MUDGE’s Musings
Paul Krugman has appeared in this nanocorner of the ‘Sphere© quite frequently; he’s an economist, and an insightful writer, and a lot of news lately has been about our economy, and cries out for insight.
Since so much of the U.S. economy is driven by consumers, and has been, I’m imagining, since the end of World War II, when the bomber factories returned to stamping out annual cosmetic freshenings of shiny Fords, Plymouths and Hudsons to an eager population that couldn’t wait to “See the U.S.A in your Chevrolet,” consumer perceptions are a key indicator of economic health.

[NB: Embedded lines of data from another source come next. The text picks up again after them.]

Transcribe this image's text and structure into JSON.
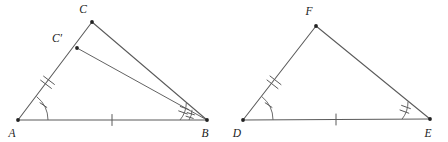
{
  "figure": {
    "background_color": "#ffffff",
    "line_color": "#5a5a5a",
    "label_color": "#1a1a1a"
  },
  "labels": {
    "A": "A",
    "B": "B",
    "C": "C",
    "C_prime": "C′",
    "D": "D",
    "E": "E",
    "F": "F"
  },
  "left_triangle": {
    "name": "triangle-abc",
    "vertices": {
      "A": {
        "x": 18,
        "y": 120
      },
      "B": {
        "x": 207,
        "y": 120
      },
      "C": {
        "x": 92,
        "y": 22
      },
      "C_prime": {
        "x": 77,
        "y": 48
      }
    },
    "label_positions": {
      "A": {
        "x": 12,
        "y": 137
      },
      "B": {
        "x": 205,
        "y": 137
      },
      "C": {
        "x": 83,
        "y": 13
      },
      "C_prime": {
        "x": 57,
        "y": 42
      }
    },
    "sides": [
      {
        "name": "side-ab",
        "from": "A",
        "to": "B",
        "ticks": 1
      },
      {
        "name": "side-ac",
        "from": "A",
        "to": "C",
        "ticks": 2
      },
      {
        "name": "side-bc",
        "from": "B",
        "to": "C",
        "ticks": 0
      },
      {
        "name": "segment-bc-prime",
        "from": "B",
        "to": "C_prime",
        "ticks": 0
      }
    ],
    "angles": [
      {
        "name": "angle-a",
        "vertex": "A",
        "arcs": 1,
        "ticks": 1
      },
      {
        "name": "angle-b-upper",
        "vertex": "B",
        "arcs": 1,
        "ticks": 2
      },
      {
        "name": "angle-b-lower",
        "vertex": "B",
        "arcs": 1,
        "ticks": 2
      }
    ]
  },
  "right_triangle": {
    "name": "triangle-def",
    "vertices": {
      "D": {
        "x": 243,
        "y": 120
      },
      "E": {
        "x": 430,
        "y": 119
      },
      "F": {
        "x": 316,
        "y": 26
      }
    },
    "label_positions": {
      "D": {
        "x": 237,
        "y": 137
      },
      "E": {
        "x": 428,
        "y": 137
      },
      "F": {
        "x": 309,
        "y": 15
      }
    },
    "sides": [
      {
        "name": "side-de",
        "from": "D",
        "to": "E",
        "ticks": 1
      },
      {
        "name": "side-df",
        "from": "D",
        "to": "F",
        "ticks": 2
      },
      {
        "name": "side-ef",
        "from": "E",
        "to": "F",
        "ticks": 0
      }
    ],
    "angles": [
      {
        "name": "angle-d",
        "vertex": "D",
        "arcs": 1,
        "ticks": 1
      },
      {
        "name": "angle-e",
        "vertex": "E",
        "arcs": 1,
        "ticks": 2
      }
    ]
  }
}
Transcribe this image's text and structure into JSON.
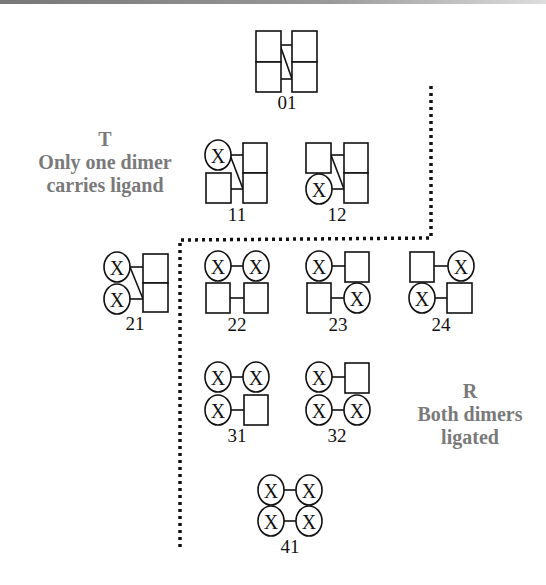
{
  "annotations": {
    "T": {
      "title": "T",
      "line1": "Only one dimer",
      "line2": "carries ligand"
    },
    "R": {
      "title": "R",
      "line1": "Both dimers",
      "line2": "ligated"
    }
  },
  "species": [
    {
      "id": "01",
      "label": "01",
      "ligands": 0
    },
    {
      "id": "11",
      "label": "11",
      "ligands": 1
    },
    {
      "id": "12",
      "label": "12",
      "ligands": 1
    },
    {
      "id": "21",
      "label": "21",
      "ligands": 2
    },
    {
      "id": "22",
      "label": "22",
      "ligands": 2
    },
    {
      "id": "23",
      "label": "23",
      "ligands": 2
    },
    {
      "id": "24",
      "label": "24",
      "ligands": 2
    },
    {
      "id": "31",
      "label": "31",
      "ligands": 3
    },
    {
      "id": "32",
      "label": "32",
      "ligands": 3
    },
    {
      "id": "41",
      "label": "41",
      "ligands": 4
    }
  ],
  "ligand_symbol": "X",
  "colors": {
    "annotation_text": "#7a7a7a",
    "line": "#111111"
  }
}
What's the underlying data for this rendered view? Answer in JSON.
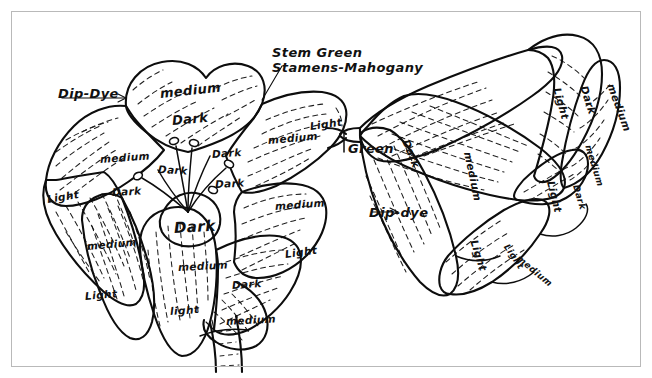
{
  "sheet": {
    "title": "Flower shading / dye plan sketch",
    "background_color": "#ffffff",
    "ink_color": "#0d0d0d",
    "frame_color": "#b9b9b9"
  },
  "callouts": [
    {
      "id": "dip-dye-left",
      "text": "Dip-Dye",
      "x": 58,
      "y": 86,
      "rot": 0
    },
    {
      "id": "stem-green",
      "text": "Stem Green",
      "x": 272,
      "y": 45,
      "rot": 0
    },
    {
      "id": "stamens",
      "text": "Stamens-Mahogany",
      "x": 272,
      "y": 60,
      "rot": 0
    },
    {
      "id": "green-stem",
      "text": "Green",
      "x": 348,
      "y": 141,
      "rot": 0
    },
    {
      "id": "dip-dye-right",
      "text": "Dip-dye",
      "x": 369,
      "y": 205,
      "rot": 0
    }
  ],
  "left_flower": {
    "name": "left-flower",
    "labels": [
      {
        "id": "l1",
        "text": "medium",
        "x": 160,
        "y": 86,
        "rot": -6,
        "size": "sz-l"
      },
      {
        "id": "l2",
        "text": "Dark",
        "x": 172,
        "y": 113,
        "rot": -5,
        "size": "sz-l"
      },
      {
        "id": "l3",
        "text": "medium",
        "x": 100,
        "y": 153,
        "rot": -4,
        "size": "sz-m"
      },
      {
        "id": "l4",
        "text": "Dark",
        "x": 158,
        "y": 163,
        "rot": 3,
        "size": "sz-m"
      },
      {
        "id": "l5",
        "text": "medium",
        "x": 268,
        "y": 134,
        "rot": -5,
        "size": "sz-m"
      },
      {
        "id": "l6",
        "text": "Light",
        "x": 310,
        "y": 120,
        "rot": -8,
        "size": "sz-m"
      },
      {
        "id": "l7",
        "text": "Dark",
        "x": 212,
        "y": 148,
        "rot": -4,
        "size": "sz-m"
      },
      {
        "id": "l8",
        "text": "Dark",
        "x": 215,
        "y": 178,
        "rot": -3,
        "size": "sz-m"
      },
      {
        "id": "l9",
        "text": "Light",
        "x": 47,
        "y": 193,
        "rot": -9,
        "size": "sz-m"
      },
      {
        "id": "l10",
        "text": "Dark",
        "x": 112,
        "y": 186,
        "rot": -3,
        "size": "sz-m"
      },
      {
        "id": "l11",
        "text": "Dark",
        "x": 174,
        "y": 219,
        "rot": -3,
        "size": "sz-xl"
      },
      {
        "id": "l12",
        "text": "medium",
        "x": 275,
        "y": 200,
        "rot": -4,
        "size": "sz-m"
      },
      {
        "id": "l13",
        "text": "medium",
        "x": 87,
        "y": 240,
        "rot": -5,
        "size": "sz-m"
      },
      {
        "id": "l14",
        "text": "medium",
        "x": 178,
        "y": 261,
        "rot": -3,
        "size": "sz-m"
      },
      {
        "id": "l15",
        "text": "Light",
        "x": 285,
        "y": 248,
        "rot": -8,
        "size": "sz-m"
      },
      {
        "id": "l16",
        "text": "Dark",
        "x": 232,
        "y": 279,
        "rot": -4,
        "size": "sz-m"
      },
      {
        "id": "l17",
        "text": "Light",
        "x": 85,
        "y": 290,
        "rot": -5,
        "size": "sz-m"
      },
      {
        "id": "l18",
        "text": "light",
        "x": 170,
        "y": 305,
        "rot": -4,
        "size": "sz-m"
      },
      {
        "id": "l19",
        "text": "medium",
        "x": 226,
        "y": 315,
        "rot": -3,
        "size": "sz-m"
      }
    ]
  },
  "right_flower": {
    "name": "right-flower",
    "labels": [
      {
        "id": "r1",
        "text": "Dark",
        "x": 406,
        "y": 134,
        "rot": 68,
        "size": "sz-m"
      },
      {
        "id": "r2",
        "text": "medium",
        "x": 468,
        "y": 146,
        "rot": 78,
        "size": "sz-m"
      },
      {
        "id": "r3",
        "text": "Light",
        "x": 557,
        "y": 82,
        "rot": 74,
        "size": "sz-m"
      },
      {
        "id": "r4",
        "text": "Dark",
        "x": 584,
        "y": 80,
        "rot": 72,
        "size": "sz-m"
      },
      {
        "id": "r5",
        "text": "medium",
        "x": 611,
        "y": 78,
        "rot": 70,
        "size": "sz-m"
      },
      {
        "id": "r6",
        "text": "medium",
        "x": 588,
        "y": 140,
        "rot": 73,
        "size": "sz-s"
      },
      {
        "id": "r7",
        "text": "Light",
        "x": 551,
        "y": 175,
        "rot": 76,
        "size": "sz-m"
      },
      {
        "id": "r8",
        "text": "Dark",
        "x": 576,
        "y": 180,
        "rot": 74,
        "size": "sz-s"
      },
      {
        "id": "r9",
        "text": "Light",
        "x": 474,
        "y": 234,
        "rot": 72,
        "size": "sz-m"
      },
      {
        "id": "r10",
        "text": "Light",
        "x": 506,
        "y": 240,
        "rot": 56,
        "size": "sz-s"
      },
      {
        "id": "r11",
        "text": "medium",
        "x": 518,
        "y": 252,
        "rot": 40,
        "size": "sz-s"
      }
    ]
  }
}
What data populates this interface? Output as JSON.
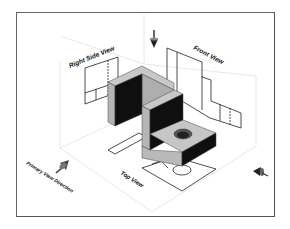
{
  "figure": {
    "labels": {
      "right_side_view": "Right Side View",
      "front_view": "Front View",
      "top_view": "Top View",
      "primary_view_direction": "Primary View Direction"
    },
    "icons": [
      "view-arrow-down-icon",
      "view-arrow-primary-icon",
      "view-arrow-side-icon"
    ],
    "colors": {
      "frame": "#555555",
      "plane_lines": "#dddddd",
      "solid_light": "#bdbdbd",
      "solid_top": "#c8c8c8",
      "solid_dark": "#0d0d0d",
      "projection_lines": "#222222"
    }
  }
}
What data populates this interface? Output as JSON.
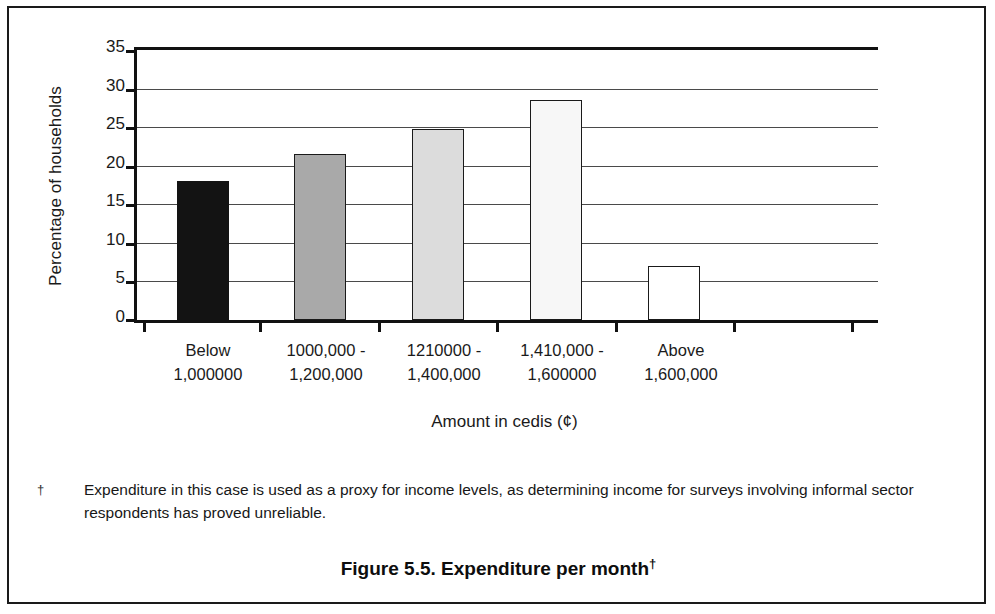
{
  "figure": {
    "caption_text": "Figure 5.5. Expenditure per month",
    "caption_dagger": "†",
    "footnote_marker": "†",
    "footnote_text": "Expenditure in this case is used as a proxy for income levels, as determining income for surveys involving informal sector respondents has proved unreliable."
  },
  "chart_data": {
    "type": "bar",
    "title": "Figure 5.5. Expenditure per month",
    "xlabel": "Amount in cedis (¢)",
    "ylabel": "Percentage of households",
    "ylim": [
      0,
      35
    ],
    "ytick_labels": [
      "35",
      "30",
      "25",
      "20",
      "15",
      "10",
      "5",
      "0"
    ],
    "ytick_values": [
      35,
      30,
      25,
      20,
      15,
      10,
      5,
      0
    ],
    "grid": true,
    "legend": "none",
    "categories": [
      {
        "line1": "Below",
        "line2": "1,000000"
      },
      {
        "line1": "1000,000 -",
        "line2": "1,200,000"
      },
      {
        "line1": "1210000 -",
        "line2": "1,400,000"
      },
      {
        "line1": "1,410,000 -",
        "line2": "1,600000"
      },
      {
        "line1": "Above",
        "line2": "1,600,000"
      }
    ],
    "values": [
      18.0,
      21.5,
      24.7,
      28.5,
      7.0
    ],
    "bar_fills": [
      "#131313",
      "#a9a9a9",
      "#dcdcdc",
      "#f7f7f7",
      "#ffffff"
    ],
    "bar_fill_classes": [
      "fill-black",
      "fill-midgray",
      "fill-lightgray",
      "fill-verylight",
      "fill-white"
    ]
  }
}
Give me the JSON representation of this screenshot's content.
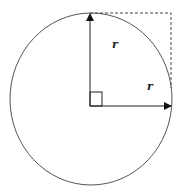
{
  "diagram": {
    "labels": {
      "radius_vertical": "r",
      "radius_horizontal": "r"
    },
    "colors": {
      "stroke": "#333333",
      "dashed": "#444444",
      "background": "#ffffff"
    }
  }
}
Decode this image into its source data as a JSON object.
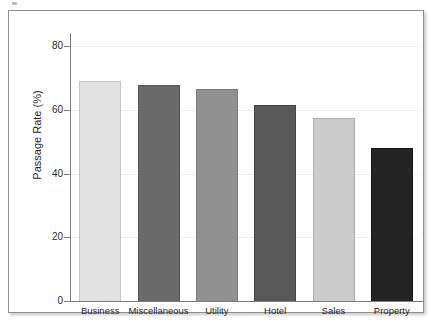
{
  "figure": {
    "background_color": "#ffffff",
    "frame_border_color": "#8e8e8e",
    "axis_color": "#7c7c7c",
    "gridline_color": "#ededed"
  },
  "chart_data": {
    "type": "bar",
    "title": "",
    "xlabel": "",
    "ylabel": "Passage Rate (%)",
    "categories": [
      "Business",
      "Miscellaneous",
      "Utility",
      "Hotel",
      "Sales",
      "Property"
    ],
    "values": [
      68.9,
      67.8,
      66.5,
      61.5,
      57.4,
      48.0
    ],
    "ylim": [
      0,
      85
    ],
    "yticks": [
      0,
      20,
      40,
      60,
      80
    ],
    "ytick_labels": [
      "0",
      "20",
      "40",
      "60",
      "80"
    ],
    "grid": "horizontal",
    "legend": "none",
    "bar_colors": [
      "#e2e2e2",
      "#6a6a6a",
      "#919191",
      "#595959",
      "#cbcbcb",
      "#242424"
    ],
    "bar_edge_colors": [
      "#c4c4c4",
      "#545454",
      "#7b7b7b",
      "#454545",
      "#b0b0b0",
      "#141414"
    ]
  }
}
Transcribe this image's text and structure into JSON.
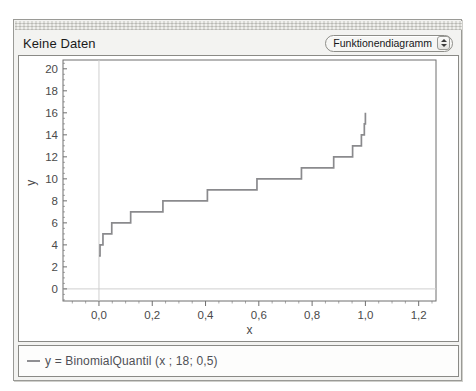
{
  "window": {
    "title": "Keine Daten",
    "diagram_type_selector": {
      "selected": "Funktionendiagramm",
      "up_arrow_icon": "triangle-up-icon",
      "down_arrow_icon": "triangle-down-icon"
    }
  },
  "legend": {
    "entries": [
      {
        "swatch_color": "#8f8f92",
        "label": "y = BinomialQuantil (x ; 18; 0,5)"
      }
    ]
  },
  "colors": {
    "curve": "#8a8a8d",
    "axis": "#6f6f6f",
    "gridline": "#cfcfcf",
    "tick_label": "#4a4a4a",
    "panel_background": "#ffffff",
    "window_background": "#f3f3f1",
    "window_border": "#9a9a96"
  },
  "chart_data": {
    "type": "line",
    "title": "",
    "subtitle": "",
    "xlabel": "x",
    "ylabel": "y",
    "xlim": [
      -0.135,
      1.265
    ],
    "ylim": [
      -1.1,
      20.8
    ],
    "xticks": [
      0.0,
      0.2,
      0.4,
      0.6,
      0.8,
      1.0,
      1.2
    ],
    "xticklabels": [
      "0,0",
      "0,2",
      "0,4",
      "0,6",
      "0,8",
      "1,0",
      "1,2"
    ],
    "yticks": [
      0,
      2,
      4,
      6,
      8,
      10,
      12,
      14,
      16,
      18,
      20
    ],
    "yticklabels": [
      "0",
      "2",
      "4",
      "6",
      "8",
      "10",
      "12",
      "14",
      "16",
      "18",
      "20"
    ],
    "x_minor_tick_step": 0.05,
    "y_minor_tick_step": 0.5,
    "grid": true,
    "gridlines": {
      "x": [
        0.0
      ],
      "y": [
        0.0
      ]
    },
    "legend": "bottom",
    "step_style": "post",
    "series": [
      {
        "name": "y = BinomialQuantil (x ; 18; 0,5)",
        "color": "#8a8a8d",
        "x": [
          0.0,
          0.004,
          0.004,
          0.015,
          0.015,
          0.048,
          0.048,
          0.119,
          0.119,
          0.24,
          0.24,
          0.407,
          0.407,
          0.593,
          0.593,
          0.76,
          0.76,
          0.881,
          0.881,
          0.952,
          0.952,
          0.985,
          0.985,
          0.996,
          0.996,
          1.0,
          1.0
        ],
        "y": [
          3,
          3,
          4,
          4,
          5,
          5,
          6,
          6,
          7,
          7,
          8,
          8,
          9,
          9,
          10,
          10,
          11,
          11,
          12,
          12,
          13,
          13,
          14,
          14,
          15,
          15,
          16
        ],
        "description": "Quantilfunktion der Binomialverteilung mit n = 18 und p = 0,5; Treppenfunktion von y = 3 bis y = 16"
      }
    ]
  }
}
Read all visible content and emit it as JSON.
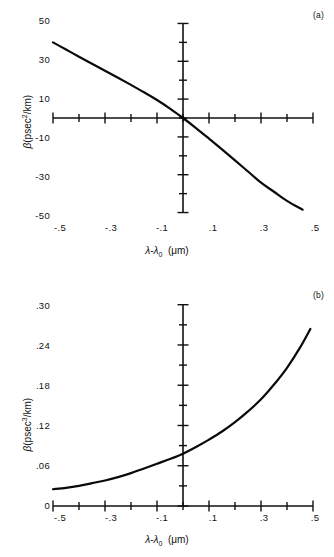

It’s no accident, I’m thinking, that the annual survey Krugman quotes, the Consumer Sentiment Index, comes out of the University of Michigan. Its Ann Arbor campus is nigh to the heart of that same automobile industry, and very little drives the economy like the sale of automobiles.
Pity that Detroit has taken so long to remember how to build a good car, but that’s a discussion for another time, or place.
Meanwhile, even Toyota sales are off… I’d say the consumer is downright depressed.
Crisis of Confidence
By PAUL KRUGMAN | Published: April 14, 2008
The Survey Research Center of the University of Michigan has been tracking American economic perceptions since the 1950s. On Friday the center released its latest estimate of the consumer sentiment index — and it was a stunner. Americans are more pessimistic about their situation than they have been for more than a quarter century….
Why are we feeling so down?
Our bleakness partly reflects the fact that most Americans are doing considerably worse than the usual economic measures let on. The official unemployment rate may be relatively low — but the percentage of prime-working-age Americans without jobs, which isn’t the same thing, is historically high. Gross domestic product is up, but the inflation-adjusted income of the median family is probably lower than it was in 2000.
Beyond that, perceptions of the current economy are strongly influenced by the public’s sense of the larger pattern.
Larger pattern. Let’s see: investment bank bail-outs. Foreclosures in a cul-de-sac near you. $zillion dollar payouts to executives who apparently couldn’t manage risk better than the sap plunging $50 his family needs for groceries on this week’s mega lottery. [Need I link to the quote? Not necessary. The lottery is a tax on people who failed to learn math.]
[Please click the link below for the complete article — but then please come on back!]
Crisis of Confidence – New York Times
Mr. Krugman has been rather unimpressed over this presidential primary season with the candidates’ statements and position papers on the economy, and what they plan to do should the depressed public choose them come November.
The good news: should a Democrat win (and how odd it is to have to place this in the conditional), there could possibly be changes along the lines Krugman suggests: regulation with sincerity (mainly a joke these past 8 years); policies favoring labor (small ‘L’), perhaps ending some of the attractiveness of outsourcing and raising the minimum wage. Such steps could jolt us out of our doldrums, perceived and real.
Meanwhile, 300,000,000 doses of Wellbutrin, stat!